I quite enjoyed the film of La Noire de by Ousmane Sembene, and I particularly enjoyed the way the director made the protagonist Diouana pretty much silent throughout the film, using her to emphasize her silence as a woman, and a woman of colour at that, as well as using her as a metaphor for the suffering the colonised have under their colonial masters.

Diouana’s silence acts as a metaphor for the control that the French colonial masters have exerted over their Senegalese colony and its people, and it is seen not only in Diouana’s silence, but with the fact that she speaks French more often than her own native tongue, and when her mother writes her a letter, her master helps her to reply it and writes a letter with words that Diouana herself disapproves of. This lack of a language and the constant silence towards Diouana’s masters shows how the Senegalese people are being controlled by their colonial masters through language, preventing them from accessing their historical and cultural heritage. The use of language to subjugate a population is exemplified in George Orwell’s 1984, where the language, Newspeak, is also used to control the population by omitting certain words from it, and the idea behind this is once you remove certain words from a language, you remove the resulting thoughts associated with it. Similarly, by introducing an entirely new language that is not privy to the traditional culture of the Senegalese, you remove certain parts of culture that would have otherwise existed or been emphasized had the original tongue of Wolof or Fula still existed as common usage. The result is that the French also place their expectations upon Diouana, calling her lazy and unused to independence.

Diouana’s silence also represents how she is prejudiced against both her gender and her race. In the film, Diouana’s guy friend speaks more than she does, while she rarely says anything. His commands to her to get off the memorial also sort of demonstrates who is in charge of whom. This few scenes show that as a woman back in Senegal, she holds a lower status than the men, and she is prejudiced because of her gender. Not only is she prejudiced because of her gender, she also receives the undesired prejudice at the same time because of her race, which is clearly demonstrated in the relationship between her and her white mistress. Her white mistress clearly articulates how she feels on numerous occasions, whilst in contrast Diouana rarely speaks a word and is constantly belittled and berated by her white mistress. As a woman of colour, she is denied the solidarity with her white sisters in that fight for gender equality, as mentioned in one sociological article by Simone de Beauvoir, titled The Second Sex: Woman as Other, where she laments the fact that woman are unable to unify because of class and racial differences against men, writing, “(the white woman) feel solidarity with men of that class…(their) allegiance is to white men, not to Negro women.” To put it in perspective, the white woman is lower than the white man, the black man is lower than the both of them, and the black woman is the lowest out of all of them. I am also reminded of the poor silent black girl who was about to be sacrificed to Kong in the 1933 King Kong film. Upon seeing Anne, the tribe’s chieftain immediately wishes to trade ten black girls for her, which sort of says that ten black girls are not nearly comparable to a white woman, relegating her to the bottom of the barrel and at the same time commodifying all women as tradeable goods.

As mentioned in Nicole Fleetwood’s reading, she quotes Evelyn Hammond, who argues that “historically, black women have reacted to this repressive force of the hegemonic discourses on race and sex with silence, secrecy and a partially self-chosen invisibility,” which means that Diouana’s silence is her reacting to her colonial master’s, and mistress’s repression upon her, but at the same time, Fleetwood also mentions that this silence is necessary for the dominant visual culture, as the “irresolvability of the black female body” is a “troubling presence in dominant visual culture.” If there were no silence on the part of the black woman, the dominant visual culture would face an attack upon their ideologies, but because there is silence on the part of Diouana, her master and mistress are able to project whatever they think upon her, without her having a say in the matter, further rendering her more invisible.

However, I find that Diouana’s silence is also a powerful weapon that she wields against her colonial masters, frustrating them as they do not know what to expect or think of her. In an example of the use of silence, an American spy plane was shot down during the Cold War over China, and the Americans asked the Chinese government to return the remains of the plane back to them, but to which the Chinese said nothing for a very long time, not because they did not know what was going on, but because they wanted to exert power over the Americans, making them squirm as they wait for news of the downed spy plane. The little boy at the end of the film who follows Diourana’s master back to his car while wearing his mask also exemplifies this: the boy does not say a single word but just wears the mask and follows the man, which clearly unnerves the white man as he does not know what to make of this, and he hastens to his car to depart the country. In a way, there exists a power within the colonised over their colonial masters in the form of the mystery surrounding that silence.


◆ ACTIVITY ◆
Return each line of the listing that contains the string "color".
══════════════════════════════
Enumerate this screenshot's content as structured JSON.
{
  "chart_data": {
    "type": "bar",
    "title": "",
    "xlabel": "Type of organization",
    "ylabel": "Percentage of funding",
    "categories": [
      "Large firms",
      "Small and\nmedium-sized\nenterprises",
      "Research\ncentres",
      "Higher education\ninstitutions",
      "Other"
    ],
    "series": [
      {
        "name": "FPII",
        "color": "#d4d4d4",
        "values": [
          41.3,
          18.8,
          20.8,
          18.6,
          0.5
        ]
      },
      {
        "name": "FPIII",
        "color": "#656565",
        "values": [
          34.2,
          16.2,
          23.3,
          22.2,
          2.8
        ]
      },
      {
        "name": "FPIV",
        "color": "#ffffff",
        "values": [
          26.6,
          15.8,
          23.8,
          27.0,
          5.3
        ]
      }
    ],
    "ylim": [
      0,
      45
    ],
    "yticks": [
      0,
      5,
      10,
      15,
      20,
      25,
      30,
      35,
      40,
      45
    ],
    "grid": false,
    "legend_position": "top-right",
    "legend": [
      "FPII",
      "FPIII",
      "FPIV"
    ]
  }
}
══════════════════════════════
◆ RESPONSE TO THIS EXERCISE ◆
        "color": "#d4d4d4",
        "color": "#656565",
        "color": "#ffffff",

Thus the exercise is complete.